Recently an article was brought to my attention: “Millennials Invent New Religion: No Hell, No Priests, No Punishment” by Candace Chellew-Hodge. The author begins by recounting a class assignment in which she asks her class to “create a religion.”
Key features of organized religion are missing from these new Millennial religions:
Not one of them had career clergy who were in charge of services, rituals, or care of the congregation. There were, for the most part, no regular meetings of the faithful. Some had monthly or annual gatherings, like conferences, but most were very individualized religions, centering on personal growth and enrichment away from a physical community.
Gone are community and communal accountability. All that remains is a religion of individual human progress, undoubtedly understood in the eyes of the beholder.
According to the author, established religion is too judgmental and too hypocritical for a significant portion of Millennials. The author’s poll is a bit dated (2007) and narrow (it only surveyed Protestants), but the trend against established religion among the youth seems universal.
The author concludes that:
The problem, as I see it, is not with the lack of imagination of this new generation, but with religious institutions themselves—many of which have allowed their leaders to become rock stars, their communities to become clubs of like-minded believers, and their doctrines to become rigid, with an over-emphasis on discipline and damnation for things (like homosexuality) that millennials see as simply judgmental and unfair.
If organized religion can’t renew itself from the inside, this new generation will switch to a new platform—even if they have to invent it for themselves.
Born in 1990, I am among the Millennial generation. I offer a different perspective from the author: the Millennial “problem” is not as simple as we think.
Yes many people are falling away from established religion, but the ones who stay seem more fervent. A me-and-God mentality permeates religious or spiritual thought, but a significant number of people are also concerned about community. Many are self-absorbed, but many also work for social transformation.
The Millennials are not a cohesive group, and here lies the problem.
Regardless of what exactly is going on, we – members of an established religion – have work to do. How can our churches, liturgies and catechetical programs respond to the confused chaos which is the Millennial generation?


What is required →
Tally how many lines in the data below include "inputs", then please reply with only that figure.

[[ Recorded information open ]]

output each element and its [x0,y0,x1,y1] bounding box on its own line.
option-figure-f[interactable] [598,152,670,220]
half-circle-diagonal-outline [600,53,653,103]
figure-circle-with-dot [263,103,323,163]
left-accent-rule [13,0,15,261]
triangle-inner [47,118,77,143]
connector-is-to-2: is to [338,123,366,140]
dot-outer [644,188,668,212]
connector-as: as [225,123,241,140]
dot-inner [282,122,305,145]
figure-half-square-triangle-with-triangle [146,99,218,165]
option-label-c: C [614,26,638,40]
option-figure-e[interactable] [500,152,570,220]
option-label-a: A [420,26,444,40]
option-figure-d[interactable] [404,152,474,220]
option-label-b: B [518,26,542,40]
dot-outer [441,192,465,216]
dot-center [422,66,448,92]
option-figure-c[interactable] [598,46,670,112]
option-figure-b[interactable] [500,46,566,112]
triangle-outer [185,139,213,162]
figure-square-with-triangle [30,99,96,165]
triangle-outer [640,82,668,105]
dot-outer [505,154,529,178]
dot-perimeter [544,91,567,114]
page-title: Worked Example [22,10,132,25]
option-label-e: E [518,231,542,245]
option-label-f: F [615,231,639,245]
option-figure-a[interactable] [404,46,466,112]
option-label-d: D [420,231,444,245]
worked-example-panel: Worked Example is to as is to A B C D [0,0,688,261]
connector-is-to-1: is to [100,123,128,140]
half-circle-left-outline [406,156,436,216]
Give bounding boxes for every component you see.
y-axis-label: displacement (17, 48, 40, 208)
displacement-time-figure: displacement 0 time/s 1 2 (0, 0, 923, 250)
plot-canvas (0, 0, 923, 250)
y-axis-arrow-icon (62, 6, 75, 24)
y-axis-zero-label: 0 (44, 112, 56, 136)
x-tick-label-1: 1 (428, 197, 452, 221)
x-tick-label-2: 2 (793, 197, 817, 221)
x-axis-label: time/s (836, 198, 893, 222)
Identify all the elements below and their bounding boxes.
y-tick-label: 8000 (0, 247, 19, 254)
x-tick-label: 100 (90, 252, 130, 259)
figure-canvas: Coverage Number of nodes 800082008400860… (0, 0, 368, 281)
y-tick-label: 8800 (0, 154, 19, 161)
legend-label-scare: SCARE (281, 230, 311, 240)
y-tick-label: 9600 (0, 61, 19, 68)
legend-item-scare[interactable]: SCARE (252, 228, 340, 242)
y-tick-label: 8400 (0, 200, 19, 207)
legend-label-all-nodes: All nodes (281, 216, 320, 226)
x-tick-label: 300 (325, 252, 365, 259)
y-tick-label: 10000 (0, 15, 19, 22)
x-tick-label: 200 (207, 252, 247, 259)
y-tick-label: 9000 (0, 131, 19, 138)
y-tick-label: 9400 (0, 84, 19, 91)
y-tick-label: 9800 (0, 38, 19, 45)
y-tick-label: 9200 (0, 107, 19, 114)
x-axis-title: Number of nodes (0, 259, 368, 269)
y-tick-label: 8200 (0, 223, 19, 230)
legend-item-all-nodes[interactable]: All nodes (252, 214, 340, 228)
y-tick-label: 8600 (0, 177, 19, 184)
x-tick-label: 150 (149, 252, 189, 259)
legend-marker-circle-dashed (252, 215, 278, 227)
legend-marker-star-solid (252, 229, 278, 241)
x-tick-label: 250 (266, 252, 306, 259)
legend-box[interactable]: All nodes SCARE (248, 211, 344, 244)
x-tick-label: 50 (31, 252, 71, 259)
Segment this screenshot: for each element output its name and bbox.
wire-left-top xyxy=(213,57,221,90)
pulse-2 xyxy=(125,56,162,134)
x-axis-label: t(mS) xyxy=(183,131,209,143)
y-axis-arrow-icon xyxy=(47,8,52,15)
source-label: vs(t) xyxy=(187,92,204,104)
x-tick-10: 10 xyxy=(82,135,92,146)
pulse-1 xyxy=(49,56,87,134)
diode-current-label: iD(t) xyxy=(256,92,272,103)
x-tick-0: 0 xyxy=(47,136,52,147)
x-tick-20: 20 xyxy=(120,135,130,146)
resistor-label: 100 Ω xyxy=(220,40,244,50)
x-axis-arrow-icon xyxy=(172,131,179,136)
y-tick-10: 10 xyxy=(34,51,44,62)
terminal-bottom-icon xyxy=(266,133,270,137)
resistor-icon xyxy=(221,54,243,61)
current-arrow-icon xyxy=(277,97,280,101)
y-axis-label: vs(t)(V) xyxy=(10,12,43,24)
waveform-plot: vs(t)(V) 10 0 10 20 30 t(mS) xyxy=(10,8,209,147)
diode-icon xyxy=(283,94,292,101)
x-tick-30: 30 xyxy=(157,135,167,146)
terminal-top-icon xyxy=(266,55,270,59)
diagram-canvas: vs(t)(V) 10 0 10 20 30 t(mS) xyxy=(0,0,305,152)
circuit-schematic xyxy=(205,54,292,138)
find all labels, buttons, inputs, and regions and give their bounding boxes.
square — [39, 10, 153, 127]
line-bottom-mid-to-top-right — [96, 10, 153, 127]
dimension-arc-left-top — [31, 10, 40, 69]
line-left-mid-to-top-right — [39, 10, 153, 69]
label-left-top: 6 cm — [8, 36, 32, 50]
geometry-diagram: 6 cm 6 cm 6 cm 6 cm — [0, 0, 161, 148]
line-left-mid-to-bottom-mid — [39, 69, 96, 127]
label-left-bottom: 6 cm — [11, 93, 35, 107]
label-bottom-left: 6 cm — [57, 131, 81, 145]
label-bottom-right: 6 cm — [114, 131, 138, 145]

[[ Recorded information closed ]]
[[ Recorded information open ]]

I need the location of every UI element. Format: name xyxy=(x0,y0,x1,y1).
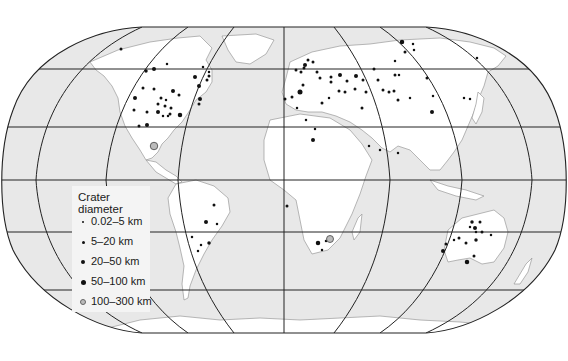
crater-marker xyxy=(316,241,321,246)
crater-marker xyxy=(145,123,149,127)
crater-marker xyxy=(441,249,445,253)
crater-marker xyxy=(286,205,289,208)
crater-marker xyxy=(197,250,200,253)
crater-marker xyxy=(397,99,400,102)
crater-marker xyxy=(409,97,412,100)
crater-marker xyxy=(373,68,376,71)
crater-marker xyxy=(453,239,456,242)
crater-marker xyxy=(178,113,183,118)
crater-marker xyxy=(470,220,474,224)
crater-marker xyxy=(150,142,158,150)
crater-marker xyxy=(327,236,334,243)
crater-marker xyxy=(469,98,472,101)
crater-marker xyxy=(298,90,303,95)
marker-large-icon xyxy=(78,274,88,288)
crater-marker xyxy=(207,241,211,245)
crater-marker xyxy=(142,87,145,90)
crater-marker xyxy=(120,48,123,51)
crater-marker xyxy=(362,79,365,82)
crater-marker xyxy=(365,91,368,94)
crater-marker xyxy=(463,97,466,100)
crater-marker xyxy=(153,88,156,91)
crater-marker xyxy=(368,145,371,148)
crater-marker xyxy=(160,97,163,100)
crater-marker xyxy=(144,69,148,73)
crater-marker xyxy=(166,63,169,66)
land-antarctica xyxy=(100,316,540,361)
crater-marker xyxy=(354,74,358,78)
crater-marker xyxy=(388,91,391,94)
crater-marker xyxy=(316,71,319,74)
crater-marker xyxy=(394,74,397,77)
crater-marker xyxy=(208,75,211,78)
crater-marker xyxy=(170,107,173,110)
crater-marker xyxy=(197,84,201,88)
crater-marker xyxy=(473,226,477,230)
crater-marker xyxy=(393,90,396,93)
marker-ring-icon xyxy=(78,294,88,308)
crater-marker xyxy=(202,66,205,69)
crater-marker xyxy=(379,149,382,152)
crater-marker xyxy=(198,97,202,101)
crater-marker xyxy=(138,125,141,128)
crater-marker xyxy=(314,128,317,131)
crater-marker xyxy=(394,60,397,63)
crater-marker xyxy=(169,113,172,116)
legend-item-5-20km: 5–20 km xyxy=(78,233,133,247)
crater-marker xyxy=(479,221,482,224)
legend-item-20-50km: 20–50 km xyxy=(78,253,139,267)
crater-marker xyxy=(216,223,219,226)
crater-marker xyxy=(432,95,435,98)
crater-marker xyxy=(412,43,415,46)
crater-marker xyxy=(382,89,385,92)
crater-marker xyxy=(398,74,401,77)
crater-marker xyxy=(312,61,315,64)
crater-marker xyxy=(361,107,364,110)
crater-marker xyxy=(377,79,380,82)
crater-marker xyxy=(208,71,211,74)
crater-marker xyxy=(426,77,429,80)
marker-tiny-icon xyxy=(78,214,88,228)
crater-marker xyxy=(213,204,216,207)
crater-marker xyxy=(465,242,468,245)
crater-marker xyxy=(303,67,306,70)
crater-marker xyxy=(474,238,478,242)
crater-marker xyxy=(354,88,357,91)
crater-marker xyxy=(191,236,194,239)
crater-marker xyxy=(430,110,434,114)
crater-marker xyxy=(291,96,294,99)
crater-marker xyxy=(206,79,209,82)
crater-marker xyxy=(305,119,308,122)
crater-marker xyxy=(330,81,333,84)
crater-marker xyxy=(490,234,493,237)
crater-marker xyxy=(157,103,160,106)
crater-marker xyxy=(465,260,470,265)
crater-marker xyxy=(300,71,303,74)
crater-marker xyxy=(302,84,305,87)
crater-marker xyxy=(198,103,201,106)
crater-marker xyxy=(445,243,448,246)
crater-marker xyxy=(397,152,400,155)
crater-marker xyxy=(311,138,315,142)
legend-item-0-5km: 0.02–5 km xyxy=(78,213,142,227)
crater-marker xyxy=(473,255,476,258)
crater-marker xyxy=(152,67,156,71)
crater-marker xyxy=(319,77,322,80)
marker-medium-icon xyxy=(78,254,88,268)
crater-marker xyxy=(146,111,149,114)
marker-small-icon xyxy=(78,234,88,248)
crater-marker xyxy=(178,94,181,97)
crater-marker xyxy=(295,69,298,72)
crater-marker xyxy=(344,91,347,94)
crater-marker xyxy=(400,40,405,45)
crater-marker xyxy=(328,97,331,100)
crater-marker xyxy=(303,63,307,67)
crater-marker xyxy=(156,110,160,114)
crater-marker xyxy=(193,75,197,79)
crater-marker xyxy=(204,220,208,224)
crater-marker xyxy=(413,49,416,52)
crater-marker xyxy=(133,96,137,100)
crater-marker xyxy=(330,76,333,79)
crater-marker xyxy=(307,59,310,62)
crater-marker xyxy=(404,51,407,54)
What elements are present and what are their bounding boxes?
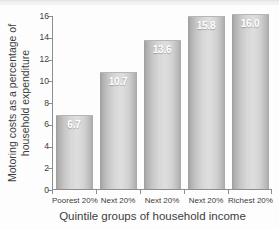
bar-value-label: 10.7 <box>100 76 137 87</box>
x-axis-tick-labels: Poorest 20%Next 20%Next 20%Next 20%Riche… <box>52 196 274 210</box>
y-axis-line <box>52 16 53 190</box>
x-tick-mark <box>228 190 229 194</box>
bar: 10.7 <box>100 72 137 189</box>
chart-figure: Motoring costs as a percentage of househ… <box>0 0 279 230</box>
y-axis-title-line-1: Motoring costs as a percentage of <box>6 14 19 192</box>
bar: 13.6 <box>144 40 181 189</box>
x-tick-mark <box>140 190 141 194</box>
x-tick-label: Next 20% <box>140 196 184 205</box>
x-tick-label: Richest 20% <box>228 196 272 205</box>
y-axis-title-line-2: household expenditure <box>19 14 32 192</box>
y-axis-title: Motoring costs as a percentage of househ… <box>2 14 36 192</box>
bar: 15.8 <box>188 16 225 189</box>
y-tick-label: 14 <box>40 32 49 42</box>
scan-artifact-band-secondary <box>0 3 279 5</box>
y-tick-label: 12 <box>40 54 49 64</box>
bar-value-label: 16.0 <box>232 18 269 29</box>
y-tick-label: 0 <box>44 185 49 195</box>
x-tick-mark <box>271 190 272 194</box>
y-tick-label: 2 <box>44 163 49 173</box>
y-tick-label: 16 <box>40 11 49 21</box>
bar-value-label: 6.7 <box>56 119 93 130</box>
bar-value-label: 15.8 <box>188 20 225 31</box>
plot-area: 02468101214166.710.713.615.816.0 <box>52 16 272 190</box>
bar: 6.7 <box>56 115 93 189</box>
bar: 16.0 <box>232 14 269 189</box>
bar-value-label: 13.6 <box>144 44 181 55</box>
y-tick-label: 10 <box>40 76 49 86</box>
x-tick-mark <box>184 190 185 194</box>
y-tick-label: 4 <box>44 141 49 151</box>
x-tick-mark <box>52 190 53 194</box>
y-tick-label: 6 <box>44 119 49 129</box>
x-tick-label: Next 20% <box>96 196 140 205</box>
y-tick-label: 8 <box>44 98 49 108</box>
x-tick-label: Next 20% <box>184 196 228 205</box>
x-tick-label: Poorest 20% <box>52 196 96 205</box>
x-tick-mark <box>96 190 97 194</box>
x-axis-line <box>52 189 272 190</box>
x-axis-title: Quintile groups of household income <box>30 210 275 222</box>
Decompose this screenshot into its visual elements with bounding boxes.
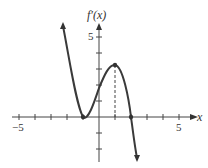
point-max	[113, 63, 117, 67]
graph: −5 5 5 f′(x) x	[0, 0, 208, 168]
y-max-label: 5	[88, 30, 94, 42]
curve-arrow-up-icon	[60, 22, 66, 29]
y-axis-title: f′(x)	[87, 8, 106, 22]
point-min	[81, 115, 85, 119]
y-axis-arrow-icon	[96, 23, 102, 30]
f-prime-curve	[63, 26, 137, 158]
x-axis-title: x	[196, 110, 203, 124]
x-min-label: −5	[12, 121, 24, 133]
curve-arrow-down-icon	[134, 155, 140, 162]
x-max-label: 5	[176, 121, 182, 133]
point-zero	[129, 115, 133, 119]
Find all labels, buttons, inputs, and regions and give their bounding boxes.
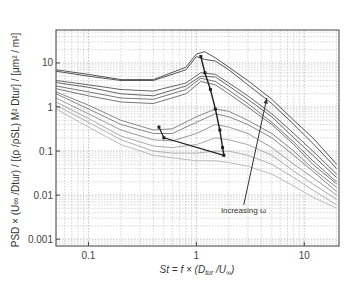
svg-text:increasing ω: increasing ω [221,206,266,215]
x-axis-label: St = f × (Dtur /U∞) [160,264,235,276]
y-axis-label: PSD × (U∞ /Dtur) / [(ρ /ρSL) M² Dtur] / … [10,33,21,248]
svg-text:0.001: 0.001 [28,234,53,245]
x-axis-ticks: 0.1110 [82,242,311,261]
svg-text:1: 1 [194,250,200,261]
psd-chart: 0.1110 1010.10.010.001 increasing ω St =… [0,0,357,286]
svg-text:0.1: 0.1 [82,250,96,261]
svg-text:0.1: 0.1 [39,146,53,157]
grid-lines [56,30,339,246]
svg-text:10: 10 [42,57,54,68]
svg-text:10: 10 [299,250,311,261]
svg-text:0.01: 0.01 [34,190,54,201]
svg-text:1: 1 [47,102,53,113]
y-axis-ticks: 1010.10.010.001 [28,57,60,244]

[[ Recorded information closed ]]

Task response →
2